Use do-notation and the list monad to calculate each of the following. Some of them may be quite short definitions. It's okay to make helper functions and call them inside, as long as you're still doing list-monadic things in the main definitions. Although list comprehensions are quite similar, you will not get credit if you turn in list comprehension solutions.

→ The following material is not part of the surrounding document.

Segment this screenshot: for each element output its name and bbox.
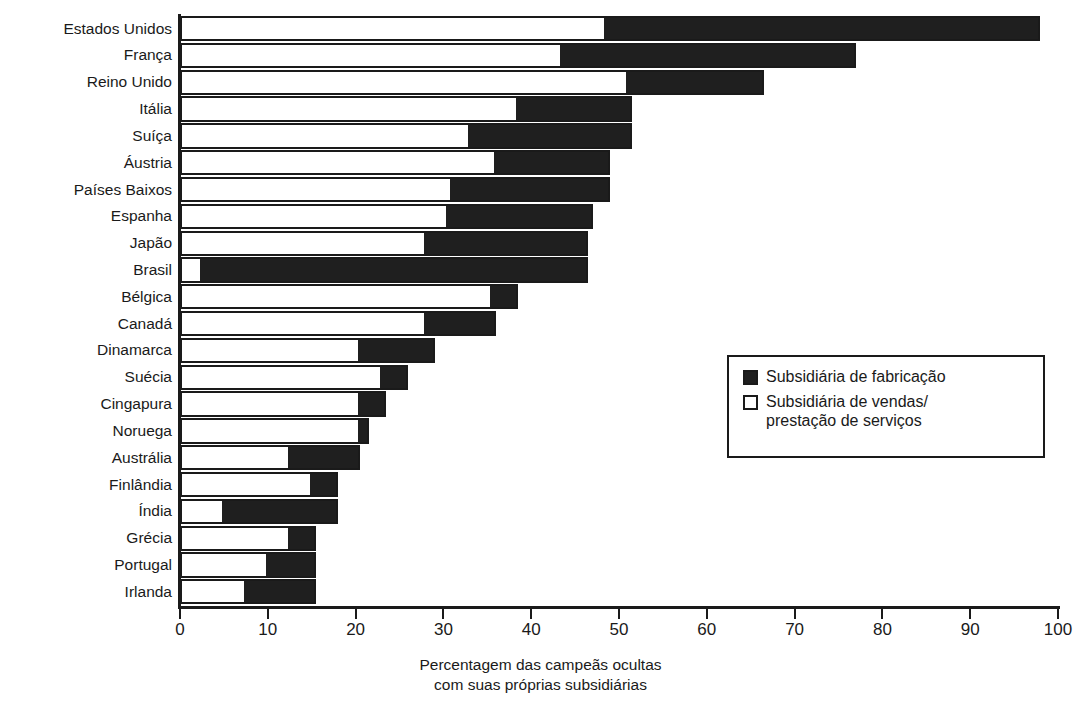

  1. divisors :: Int -> [Int]. finds all the divisors of the first argument. Start by building the list of all candidate divisors (e.g. [a..b] syntax), and the list monad should be picking each one and guarding for which ones are actually divisors.
    *Code> divisors 12
    [1,2,3,4,6,12]
    *Code> divisors 1
    [1]
    *Code> divisors 100
    [1,2,4,5,10,20,25,50,100]
    *Code> divisors 1117
    [1,1117]
    *Code> divisors 1119
    [1,3,373,1119]
    
  2. geometric :: Int -> Int -> [Int]. Given a starting value and a factor, generates the infinite sequence of numbers produced by multiplying previous values by the factor.
    • hint: find a smallish example, draw out the first few terms by hand, and look for a hidden arithmetic sequence. That is to say, if you had an arithmetic sequence, how could you use it to build this geometric sequence?
    *Code> take 6 $ geometric 1 5
    [1,5,25,125,625,3125]
    *Code> take 6 $ geometric 2 5
    [2,10,50,250,1250,6250]
    *Code> take 6 $ geometric 5 1
    [5,5,5,5,5,5]
    *Code> take 6 $ geometric 5 2
    [5,10,20,40,80,160]
    *Code> take 6 $ geometric 0 4
    [0,0,0,0,0,0]
    *Code> take 6 $ geometric 4 (-1)
    [4,-4,4,-4,4,-4]
    
  3. mersennes :: [Int]. The (infinite) list of Mersenne numbers M_1, M_2, M_3, … . They are not all prime, though the largest prime number known happens to be a Mersenne number. Each Mersenne number is of the form M_n = 2^n - 1.
    mersennes == [1,3,7,15,31,63,127,...]
    
  4. unitTriangles :: Int -> [(Int,Int,Int)]. All sides of a triangle must be less than the sum of the other two legs (or else they couldn't reach each other). Given an upper limit n, create all the triplets of triangle side lengths that are whole numbers, from shortest to longest.
    • note: the tester will sort the list before comparing, so it doesn't matter if you generate the items in quite the same order. But don't have duplicates present.